U.S. Woefully Unprepared for Flu Pandemic
related: Report Shows U.S. Only Half Ready for Flu Pandemic
January 23, 2009
By Mike Adams
The United States is remarkably unprepared for an influenza pandemic, says a new report from the U.S. Health and Human Services department. All that's really been accomplished is the stockpiling of drugs and the organization of vaccine programs, but those programs do nothing to address the months of disruption in essential services likely to occur in the aftermath of a flu pandemic.
The report doesn't even mention the fact that stockpiled vaccines will of course be useless against some future mutated influenza strain. That's because viruses mutate rapidly in the wild, quickly making existing vaccines obsolete.
An outbreak of infectious disease in the U.S. is inevitable, most health experts agree. That's because modern society is set up as nearly a perfect storm for viral outbreaks: High population density, widespread nutritional deficiencies, immune suppression, rampant nutritional illiteracy, vitamin D deficiency and an overdependence on pharmaceuticals.
I'm a proponent of the theory that the next influenza pandemic will demonstrate the utter failure of western medicine while highlighting the success of those who turn to herbs and natural medicine to survive. Anti-viral herbs are far more potent than anti-viral pharmaceuticals because they contain hundreds (or even thousands) of different anti-viral compounds that act in concert to prevent viral replication. Pharmaceuticals, meanwhile, are usually limited to one isolated chemical that can be easily thwarted by viral mutation.
Those who die in the next pandemic will be people who foolishly place their faith in a broken system of medicine that has no answers for runaway infectious disease. In fact, it is western medicine's assault on herbs and nutritional supplements that will ultimately make any infectious disease outbreak far worse than it needs to be.
related: Report Shows U.S. Only Half Ready for Flu Pandemic
January 23, 2009
By Mike Adams
The United States is remarkably unprepared for an influenza pandemic, says a new report from the U.S. Health and Human Services department. All that's really been accomplished is the stockpiling of drugs and the organization of vaccine programs, but those programs do nothing to address the months of disruption in essential services likely to occur in the aftermath of a flu pandemic.
The report doesn't even mention the fact that stockpiled vaccines will of course be useless against some future mutated influenza strain. That's because viruses mutate rapidly in the wild, quickly making existing vaccines obsolete.
An outbreak of infectious disease in the U.S. is inevitable, most health experts agree. That's because modern society is set up as nearly a perfect storm for viral outbreaks: High population density, widespread nutritional deficiencies, immune suppression, rampant nutritional illiteracy, vitamin D deficiency and an overdependence on pharmaceuticals.
I'm a proponent of the theory that the next influenza pandemic will demonstrate the utter failure of western medicine while highlighting the success of those who turn to herbs and natural medicine to survive. Anti-viral herbs are far more potent than anti-viral pharmaceuticals because they contain hundreds (or even thousands) of different anti-viral compounds that act in concert to prevent viral replication. Pharmaceuticals, meanwhile, are usually limited to one isolated chemical that can be easily thwarted by viral mutation.
Those who die in the next pandemic will be people who foolishly place their faith in a broken system of medicine that has no answers for runaway infectious disease. In fact, it is western medicine's assault on herbs and nutritional supplements that will ultimately make any infectious disease outbreak far worse than it needs to be.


Work task
Leaving every picture out, repeat all of the entries below exactly.

Data to examine
☆ ☆ ☆ ☆
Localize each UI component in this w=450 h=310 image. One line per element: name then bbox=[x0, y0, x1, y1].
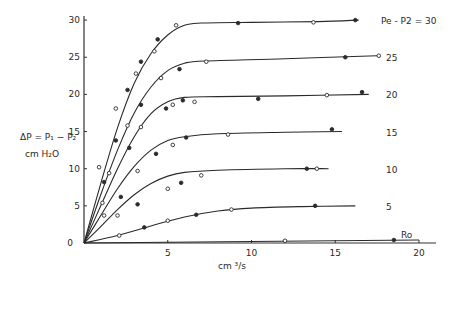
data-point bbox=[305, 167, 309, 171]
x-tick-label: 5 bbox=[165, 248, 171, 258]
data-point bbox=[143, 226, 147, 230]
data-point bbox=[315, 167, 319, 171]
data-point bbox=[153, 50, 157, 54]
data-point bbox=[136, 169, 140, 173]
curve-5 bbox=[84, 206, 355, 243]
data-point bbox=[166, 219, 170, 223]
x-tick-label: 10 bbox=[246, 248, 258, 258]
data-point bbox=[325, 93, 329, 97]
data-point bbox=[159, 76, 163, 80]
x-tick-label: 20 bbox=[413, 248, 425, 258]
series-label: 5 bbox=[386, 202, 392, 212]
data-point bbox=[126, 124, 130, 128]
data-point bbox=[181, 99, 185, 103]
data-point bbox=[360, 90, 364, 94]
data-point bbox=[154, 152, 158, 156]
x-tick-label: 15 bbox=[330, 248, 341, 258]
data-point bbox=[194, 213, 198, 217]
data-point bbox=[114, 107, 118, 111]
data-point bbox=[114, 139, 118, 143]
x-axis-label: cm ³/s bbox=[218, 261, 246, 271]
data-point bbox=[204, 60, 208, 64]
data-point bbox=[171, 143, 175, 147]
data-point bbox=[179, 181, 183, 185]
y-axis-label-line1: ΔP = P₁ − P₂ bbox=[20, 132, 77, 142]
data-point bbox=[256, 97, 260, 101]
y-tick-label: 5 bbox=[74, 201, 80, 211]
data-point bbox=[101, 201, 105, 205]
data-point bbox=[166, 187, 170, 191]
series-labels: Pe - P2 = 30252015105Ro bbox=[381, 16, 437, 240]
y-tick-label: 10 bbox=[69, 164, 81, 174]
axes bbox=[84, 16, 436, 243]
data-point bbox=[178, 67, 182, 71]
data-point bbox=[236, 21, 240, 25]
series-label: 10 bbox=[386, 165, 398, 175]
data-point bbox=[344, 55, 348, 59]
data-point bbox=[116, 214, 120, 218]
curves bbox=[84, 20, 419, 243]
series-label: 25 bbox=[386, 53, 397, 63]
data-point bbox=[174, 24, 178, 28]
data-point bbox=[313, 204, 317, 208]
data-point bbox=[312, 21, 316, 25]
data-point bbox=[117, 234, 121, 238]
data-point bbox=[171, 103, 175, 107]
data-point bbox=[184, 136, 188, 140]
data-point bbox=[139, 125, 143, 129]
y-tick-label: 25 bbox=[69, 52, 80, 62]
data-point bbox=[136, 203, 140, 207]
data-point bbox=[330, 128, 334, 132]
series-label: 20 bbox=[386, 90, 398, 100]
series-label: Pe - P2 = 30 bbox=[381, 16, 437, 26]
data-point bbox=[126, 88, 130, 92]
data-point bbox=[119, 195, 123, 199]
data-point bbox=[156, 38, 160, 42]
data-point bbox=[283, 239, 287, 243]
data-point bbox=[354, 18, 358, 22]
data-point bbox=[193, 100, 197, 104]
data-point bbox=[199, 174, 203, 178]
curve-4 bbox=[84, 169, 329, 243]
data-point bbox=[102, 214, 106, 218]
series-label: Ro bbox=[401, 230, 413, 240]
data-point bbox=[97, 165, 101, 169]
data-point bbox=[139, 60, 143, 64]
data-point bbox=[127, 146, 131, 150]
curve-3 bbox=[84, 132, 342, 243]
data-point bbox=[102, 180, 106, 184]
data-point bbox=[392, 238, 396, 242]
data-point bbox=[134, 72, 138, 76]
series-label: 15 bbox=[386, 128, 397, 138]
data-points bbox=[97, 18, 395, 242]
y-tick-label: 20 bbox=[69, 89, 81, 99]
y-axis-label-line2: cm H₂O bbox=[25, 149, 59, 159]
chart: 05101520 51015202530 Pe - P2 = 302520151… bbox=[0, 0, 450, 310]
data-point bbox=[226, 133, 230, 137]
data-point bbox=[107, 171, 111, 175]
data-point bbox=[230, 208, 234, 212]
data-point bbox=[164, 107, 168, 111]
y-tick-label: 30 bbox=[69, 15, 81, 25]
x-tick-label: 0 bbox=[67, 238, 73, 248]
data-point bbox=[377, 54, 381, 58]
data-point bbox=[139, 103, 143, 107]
☆ ☆ ☆ ☆
Your solution
Localize each UI component in this w=450 h=310 image. One line per element: name then bbox=[x0, y0, x1, y1].
data-point bbox=[305, 167, 309, 171]
x-tick-label: 5 bbox=[165, 248, 171, 258]
data-point bbox=[143, 226, 147, 230]
data-point bbox=[315, 167, 319, 171]
data-point bbox=[153, 50, 157, 54]
data-point bbox=[136, 169, 140, 173]
curve-5 bbox=[84, 206, 355, 243]
data-point bbox=[166, 219, 170, 223]
x-tick-label: 10 bbox=[246, 248, 258, 258]
data-point bbox=[325, 93, 329, 97]
data-point bbox=[159, 76, 163, 80]
x-tick-label: 20 bbox=[413, 248, 425, 258]
series-label: 5 bbox=[386, 202, 392, 212]
data-point bbox=[126, 124, 130, 128]
data-point bbox=[181, 99, 185, 103]
data-point bbox=[360, 90, 364, 94]
data-point bbox=[154, 152, 158, 156]
x-tick-label: 15 bbox=[330, 248, 341, 258]
data-point bbox=[194, 213, 198, 217]
data-point bbox=[114, 107, 118, 111]
data-point bbox=[114, 139, 118, 143]
x-axis-label: cm ³/s bbox=[218, 261, 246, 271]
data-point bbox=[204, 60, 208, 64]
data-point bbox=[171, 143, 175, 147]
data-point bbox=[179, 181, 183, 185]
y-axis-label-line1: ΔP = P₁ − P₂ bbox=[20, 132, 77, 142]
data-point bbox=[256, 97, 260, 101]
y-tick-label: 5 bbox=[74, 201, 80, 211]
data-point bbox=[101, 201, 105, 205]
data-point bbox=[166, 187, 170, 191]
series-labels: Pe - P2 = 30252015105Ro bbox=[381, 16, 437, 240]
y-tick-label: 10 bbox=[69, 164, 81, 174]
axes bbox=[84, 16, 436, 243]
data-point bbox=[178, 67, 182, 71]
data-point bbox=[236, 21, 240, 25]
series-label: 10 bbox=[386, 165, 398, 175]
data-point bbox=[344, 55, 348, 59]
data-point bbox=[116, 214, 120, 218]
curves bbox=[84, 20, 419, 243]
series-label: 25 bbox=[386, 53, 397, 63]
data-point bbox=[174, 24, 178, 28]
data-point bbox=[313, 204, 317, 208]
data-point bbox=[312, 21, 316, 25]
data-point bbox=[117, 234, 121, 238]
data-point bbox=[171, 103, 175, 107]
data-point bbox=[184, 136, 188, 140]
data-point bbox=[139, 125, 143, 129]
y-tick-label: 25 bbox=[69, 52, 80, 62]
data-point bbox=[136, 203, 140, 207]
data-point bbox=[330, 128, 334, 132]
series-label: 20 bbox=[386, 90, 398, 100]
series-label: Pe - P2 = 30 bbox=[381, 16, 437, 26]
data-point bbox=[126, 88, 130, 92]
data-point bbox=[119, 195, 123, 199]
data-point bbox=[156, 38, 160, 42]
data-point bbox=[283, 239, 287, 243]
data-point bbox=[354, 18, 358, 22]
data-point bbox=[193, 100, 197, 104]
data-point bbox=[199, 174, 203, 178]
curve-4 bbox=[84, 169, 329, 243]
data-point bbox=[102, 214, 106, 218]
series-label: Ro bbox=[401, 230, 413, 240]
data-point bbox=[97, 165, 101, 169]
data-point bbox=[139, 60, 143, 64]
data-point bbox=[127, 146, 131, 150]
curve-3 bbox=[84, 132, 342, 243]
data-point bbox=[102, 180, 106, 184]
data-point bbox=[392, 238, 396, 242]
data-point bbox=[134, 72, 138, 76]
series-label: 15 bbox=[386, 128, 397, 138]
data-points bbox=[97, 18, 395, 242]
y-tick-label: 20 bbox=[69, 89, 81, 99]
y-axis-label-line2: cm H₂O bbox=[25, 149, 59, 159]
chart: 05101520 51015202530 Pe - P2 = 302520151… bbox=[0, 0, 450, 310]
data-point bbox=[226, 133, 230, 137]
data-point bbox=[107, 171, 111, 175]
data-point bbox=[230, 208, 234, 212]
data-point bbox=[164, 107, 168, 111]
y-tick-label: 30 bbox=[69, 15, 81, 25]
x-tick-label: 0 bbox=[67, 238, 73, 248]
data-point bbox=[377, 54, 381, 58]
data-point bbox=[139, 103, 143, 107]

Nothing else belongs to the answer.